Peder Prahl shares a key lesson learned over 15 years: value investing fails without growth. Triton's strategy evolved to strictly require growing markets and profit pools, merging cost-side discipline with top-line potential to avoid stagnant, low-return assets.

Investment philosophy often aligns with psychological disposition. Growth investing demands an optimistic view of the future, betting on innovation and expansion. In contrast, value investing is inherently more pessimistic, focusing on buying assets below their current worth with the hope of mean reversion.

The software sector's investor base is shifting from growth-focused funds to value-oriented and GARP (Growth at a Reasonable Price) investors. This is because slowing growth is being offset by improved margin expansion and GAAP earnings power, making these historically expensive stocks attractive to a new cohort.

The speaker divides his portfolio into two distinct categories: stable, long-term "Quality Businesses" and high-growth "Micro-cap Inflection Point" businesses. Each bucket has its own specific criteria, allowing for a balanced approach between reliable compounding and high-upside opportunities.

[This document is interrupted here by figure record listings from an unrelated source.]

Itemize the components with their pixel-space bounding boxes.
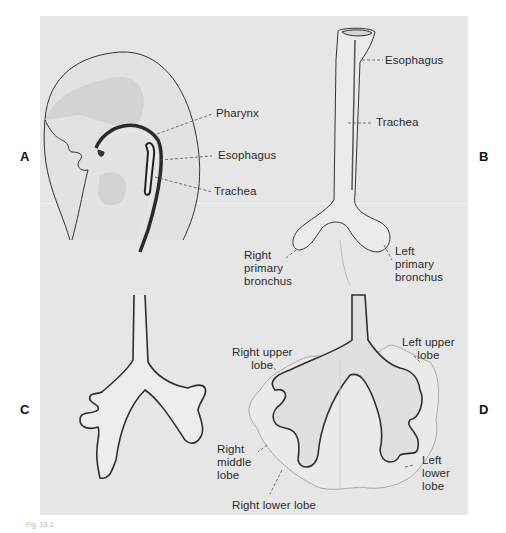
label-line: middle [217,456,251,469]
label-d-right-middle-lobe: Right middle lobe [217,443,251,482]
label-line: Right [244,249,292,262]
label-line: bronchus [395,271,443,284]
label-line: Left [395,245,443,258]
label-line: lobe [422,480,450,493]
panel-label-d: D [479,402,488,417]
panel-label-b: B [479,149,488,164]
label-a-esophagus: Esophagus [218,149,276,162]
label-d-right-upper-lobe: Right upper lobe [232,346,293,372]
lobar-lungs-drawing [249,295,439,490]
label-line: lobe [402,349,455,362]
label-d-left-lower-lobe: Left lower lobe [422,454,450,493]
label-d-right-lower-lobe: Right lower lobe [232,499,316,512]
label-line: Left upper [402,336,455,349]
label-line: Left [422,454,450,467]
label-a-pharynx: Pharynx [216,107,259,120]
bronchial-buds-drawing [80,295,206,478]
label-line: lower [422,467,450,480]
label-line: lobe [232,359,293,372]
label-line: Right upper [232,346,293,359]
label-b-trachea: Trachea [376,116,418,129]
trachea-drawing [293,28,390,285]
label-line: lobe [217,469,251,482]
label-b-left-primary-bronchus: Left primary bronchus [395,245,443,284]
label-line: primary [244,262,292,275]
label-a-trachea: Trachea [214,185,256,198]
label-b-esophagus: Esophagus [385,54,443,67]
figure-caption-fragment: Fig. 18-1 [26,521,54,528]
label-d-left-upper-lobe: Left upper lobe [402,336,455,362]
label-line: bronchus [244,275,292,288]
embryo-drawing [44,52,200,252]
label-line: primary [395,258,443,271]
panel-label-c: C [20,402,29,417]
label-line: Right [217,443,251,456]
label-b-right-primary-bronchus: Right primary bronchus [244,249,292,288]
panel-label-a: A [20,149,29,164]
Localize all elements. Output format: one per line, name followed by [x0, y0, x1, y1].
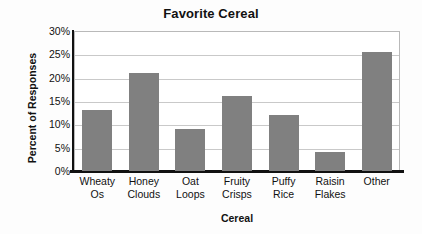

Contrary to the belief that a low P-E ratio is always better, a high ratio can signify a 'growth stock.' This indicates investors are willing to pay more because the company is reinvesting its earnings into future growth, betting on higher profitability over time.

ValueWorks' philosophy isn't confined to low P/E or P/B stocks. It's a discipline of finding assets—be they physical or intangible—worth significantly more than the current market price, allowing them to invest in companies like Amazon.

Contrary to popular belief, the underlying business fundamentals (sales, profits) of value and growth indexes have grown at nearly the same rate this century. The vast performance gap is not due to better business results but rather investors' willingness to pay increasingly higher multiples for growth stocks.

Financial models struggle to project sustained high growth rates (>30% YoY). Analysts naturally revert to the mean, causing them to undervalue companies that defy this and maintain high growth for years, creating an opportunity for investors who spot this persistence.

The podcast rejects the narrow definition of value investing as buying low-multiple, slow-growth companies. The true definition is industry-agnostic: simply buying shares at a significant discount to their intrinsic value, where a company's growth potential is a critical component of that value.